5 ways retail marketers can be disruptive in the digital age

IBM’s head of global industry marketing reveals the digital challenges and opportunities retailers face in maintaining a competitive edge.

IBM’s director, distribution sector, of global industry marketing, Patricia Waldron, discusses key marketing strategies successful retailers are deploying
IBM’s director, distribution sector, of global industry marketing, Patricia Waldron, discusses key marketing strategies successful retailers are deploying

The retail space has gone through significant digital disruption over the past few years, making competition to stand out from the crowd fiercer than ever before.

IBM’s director, distribution sector, of global industry marketing, Patricia Waldron, said for retailers it is both an exciting and challenging time.

“One of the great things about the retail space is the ability to make a difference for your customers every day,” she told CMO. “Now some people love that challenge and are the ones that are successful because they are embracing change.”

So how can retail organisations better utilise digital for a new competitive edge? Here are Waldron’s five tips.

1. Embrace the cognitive era

For Waldron, the age of new cognitive technologies such as those offered by IBM are enabling retailers to solve some of their customers’ key challenges.

“The cognitive era is about taking retailers on a continuum,” she said. “It involves systems that can understand, reason and give you recommendations. But the most exciting thing is that they learn as they go. So as they make decisions for you and you put them into action, they get smarter in real time.”

In order to implement cognitive systems to differentiate your brand in the highly competitive retail space, Waldron highlighted systems that make the most of ‘dark data,’ and that take advantage of new insights from different sources of data.

“This includes anything from videos and images to weather sensors,” she explained. “Putting all this information into cognitive systems, you have access to things like social information, news, local events and weather. In the retail space, what these all do is help you understand and anticipate longer term trends, while also helping retailers make everyday decisions more accurately and in real time.”

2. New technology breeds new habits

Data, devices, people and processes are becoming more and more intertwined.

“From the millennial perspective, we’re starting to see their habits become everyone’s habits,” Waldron said. “We’re starting to see people have pocket butlers or a pocket concierge with their phones. And we’re now moving from phones to wearables.”

Whether you’re searching for shoes on your phone, or looking at an app on your wearable, this combination of devices is seeing consumers effectively generating more data that can be put into a cognitive system, which in turn can help retailers personalise customer experiences more effectively, Waldron said.

“The idea is you have more devices that are generating more data to better help the retail conversation with the customer,” she said.

3. Take customer engagement to a highly personalised level

In order to stand out from the crowd, Waldron stressed it is all about customer engagement at a highly personalised level.

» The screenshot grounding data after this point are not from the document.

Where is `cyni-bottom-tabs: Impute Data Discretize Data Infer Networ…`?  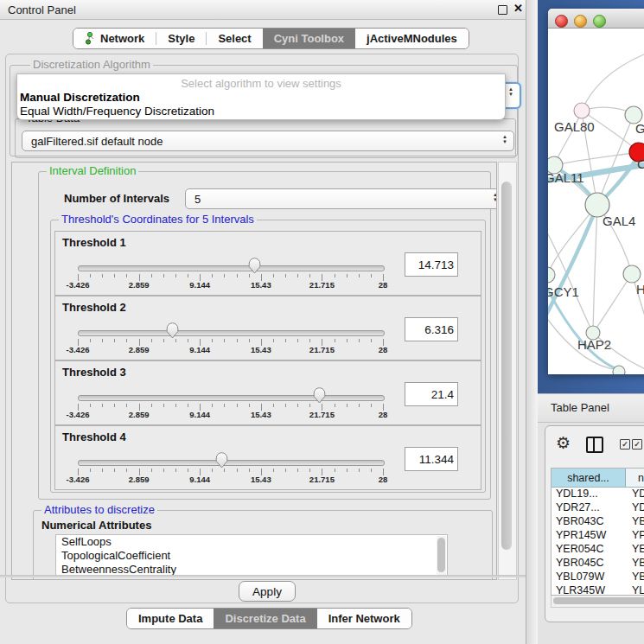 cyni-bottom-tabs: Impute Data Discretize Data Infer Networ… is located at coordinates (270, 619).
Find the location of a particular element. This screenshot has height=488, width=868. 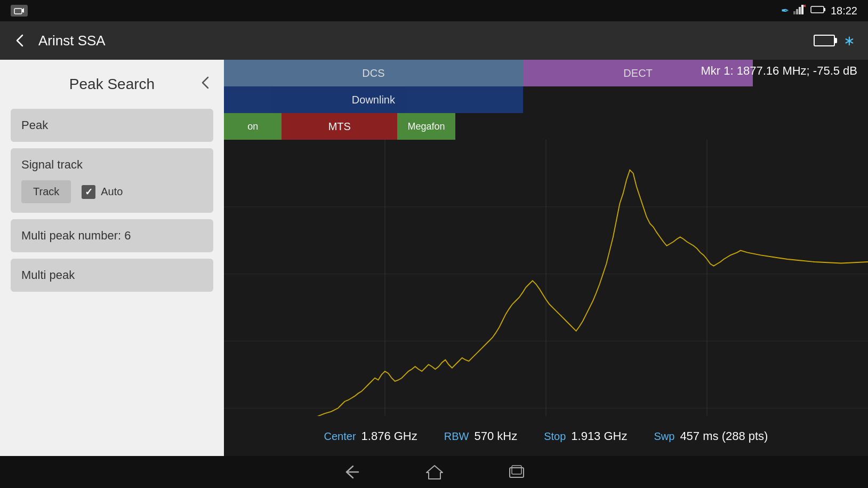

home-nav-icon is located at coordinates (435, 472).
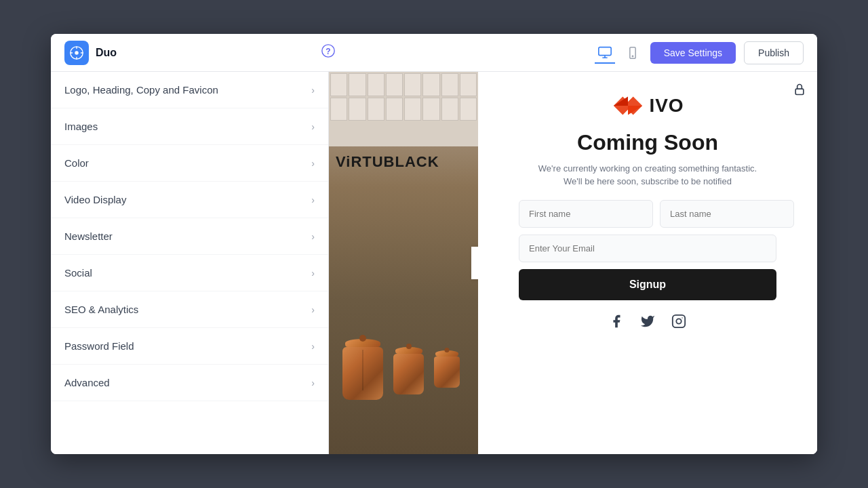 This screenshot has width=868, height=488. I want to click on pot-small, so click(447, 369).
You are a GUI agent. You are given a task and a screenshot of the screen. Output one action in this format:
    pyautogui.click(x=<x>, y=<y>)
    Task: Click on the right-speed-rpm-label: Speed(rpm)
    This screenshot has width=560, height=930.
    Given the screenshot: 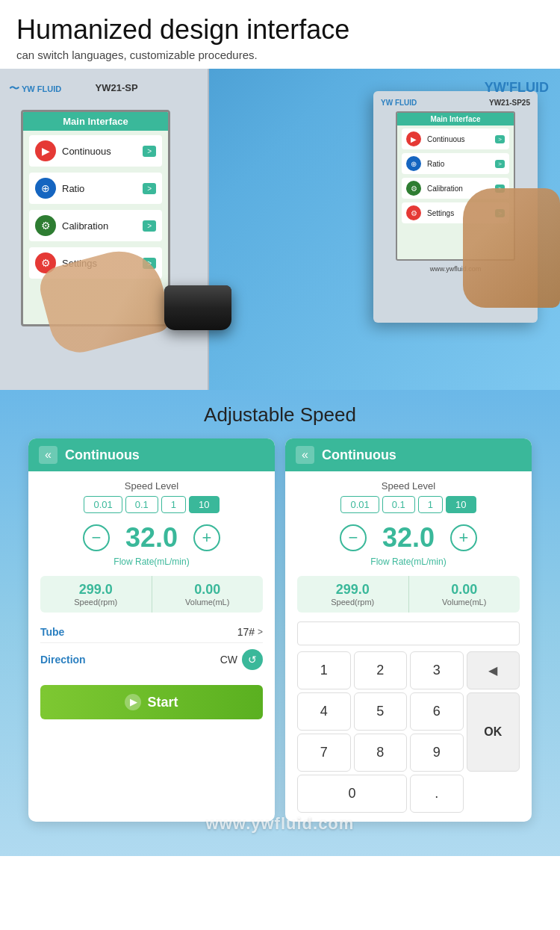 What is the action you would take?
    pyautogui.click(x=352, y=602)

“While there is this concept of omni-channel, I believe that ultimately the consumer is the channel,” she claimed. “The retailer should be treating the customer consistently like an individual, regardless of whether the customer is interacting via the brick-and-mortar store or online. It’s all about that engagement. Customers want retailers to understand them on a personal level - their needs, their wants and aspirations at any point in time.”

4. Why it’s all about differentiating the customer experience

Another critical way you can disrupt the retail space is differentiating the experience for your customer, Waldron said.

“You can sell or market one product so many different ways on different sites,” she said. “But by differentiating in terms of your service, convenience, product assortment and experience in the store, a retailer can define its brand, what it stands for and better execute that strategy flawlessly, based on what the consumer wants.”

5. Abandon legacy systems

According to Waldron, one key thing retailers need to do moving forward is to abandon some of their legacy approaches when it comes to people, processes and technology.

“Retailers can optimise their non-selling function so they can leave some space to invest in innovation and be more agile,” she said. “Successful retailers that are serious about disruption are experimenting and iterating quickly over time.

“This means you can no longer wait 6-10 months to do something. The pressure is now on retailers to use technology quickly in order to promote and market to your customers.”